"I used to have little gleams of memory sometimes," she said, "but they were gone again in a minute. I had one the first time I heard Jim sing 'Mandalay,' and for one second I think I almost remembered you, Beverly. Another time I almost remembered was when Mrs. Graham was reading a letter from Marjorie, in which she mentioned your name for the first time. I kept saying 'Randolph, Randolph' over and over to myself for a long time, but after the first minute the words didn't seem to mean anything to me. It wasn't till yesterday when I read that letter, and saw all your names together—Mother's and yours, and Uncle George's and then that part about going to Barbara's grave—that it all came back with a rush, and I was so frightened that I fainted."
Later in the day Undine—or Barbara, as I suppose we must call her now—had a long talk with her uncle. Dr. Randolph had insisted on Beverly's going out for a walk. The boy was utterly worn out from excitement and suspense, and his uncle feared he would be really ill if precautions were not taken. So he was sent off for a long tramp over the ranch with Mr. Graham, and the doctor sat down by his little niece's bedside, and tried to draw her thoughts away from painful memories, by talking of Marjorie, and of her own life on the ranch.
"They have all been so good to me here, Uncle George," Barbara said, the grateful tears starting to her eyes. "If you could have seen me when I first came! I am sure I looked like a tramp, and I was so miserable I didn't care much what became of me. I don't think many people would have believed my crazy story, but they took me right in without a word, and have treated me just as if I belonged to them ever since. Aren't Mrs. Graham and Miss Jessie lovely?"
"They are indeed," said the doctor, heartily. "We owe them a debt of gratitude that can never be repaid. Miss Graham has one of the sweetest faces I have ever seen. Has she been a cripple all her life?"
Barbara caught her breath as a sudden recollection flashed into her mind.
"Uncle George," she cried excitedly, "aren't you a great surgeon?"
"I am a surgeon certainly," said her uncle, smiling, "but I don't know just what you would call a great one; why do you want to know?"
"Because," said Barbara, clasping her hands, and regarding the doctor with shining eyes, "now Marjorie can have her wish—the thing she wants more than anything else in the world, and that she and I have been praying for all winter."
And in a few rapid words she told the story of Miss Graham's accident, and of Marjorie's hopes.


## [WHAT IS BEING ASKED]
For the entries below, the expected answer is the line with "pyautogui.click(x=<x>, y=<y>)", the line with "The width and", and every line between them, exactly as written, and nothing more.

## [GIVEN INFORMATION]
- - -

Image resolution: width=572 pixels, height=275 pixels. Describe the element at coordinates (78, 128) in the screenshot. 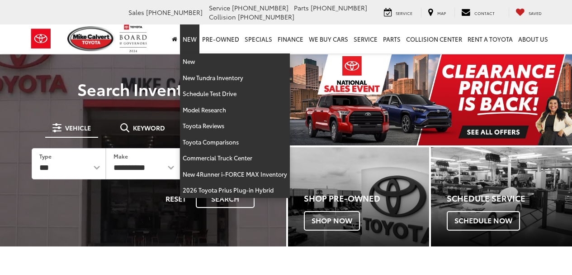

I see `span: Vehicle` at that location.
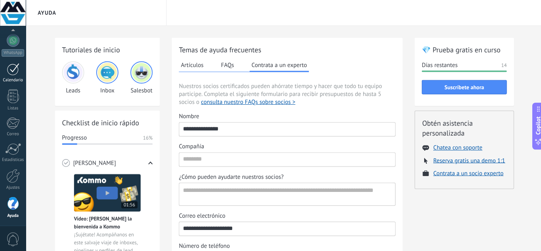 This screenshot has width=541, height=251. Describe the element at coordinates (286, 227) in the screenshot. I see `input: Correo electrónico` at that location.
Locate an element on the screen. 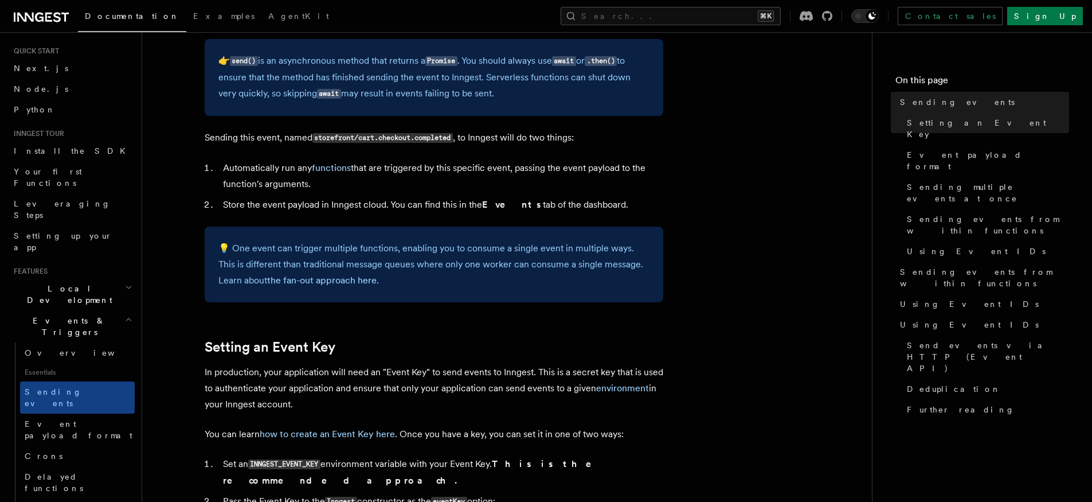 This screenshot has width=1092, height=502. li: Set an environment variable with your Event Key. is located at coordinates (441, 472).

- - -

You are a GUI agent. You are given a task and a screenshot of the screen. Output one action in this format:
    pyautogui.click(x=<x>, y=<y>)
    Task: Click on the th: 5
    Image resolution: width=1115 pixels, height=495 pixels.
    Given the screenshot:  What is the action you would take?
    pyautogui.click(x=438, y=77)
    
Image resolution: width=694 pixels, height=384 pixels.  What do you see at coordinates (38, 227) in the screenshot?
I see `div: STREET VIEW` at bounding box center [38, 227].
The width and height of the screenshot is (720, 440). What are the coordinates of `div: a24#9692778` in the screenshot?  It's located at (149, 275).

- - -

## [COMPLETED EXERCISE]
    pyautogui.click(x=<x>, y=<y>)
    Task: Click on the th: 5
    Image resolution: width=1115 pixels, height=495 pixels.
    Given the screenshot:  What is the action you would take?
    pyautogui.click(x=438, y=77)
    
Image resolution: width=694 pixels, height=384 pixels.  What do you see at coordinates (38, 227) in the screenshot?
I see `div: STREET VIEW` at bounding box center [38, 227].
The width and height of the screenshot is (720, 440). What are the coordinates of `div: a24#9692778` in the screenshot?  It's located at (149, 275).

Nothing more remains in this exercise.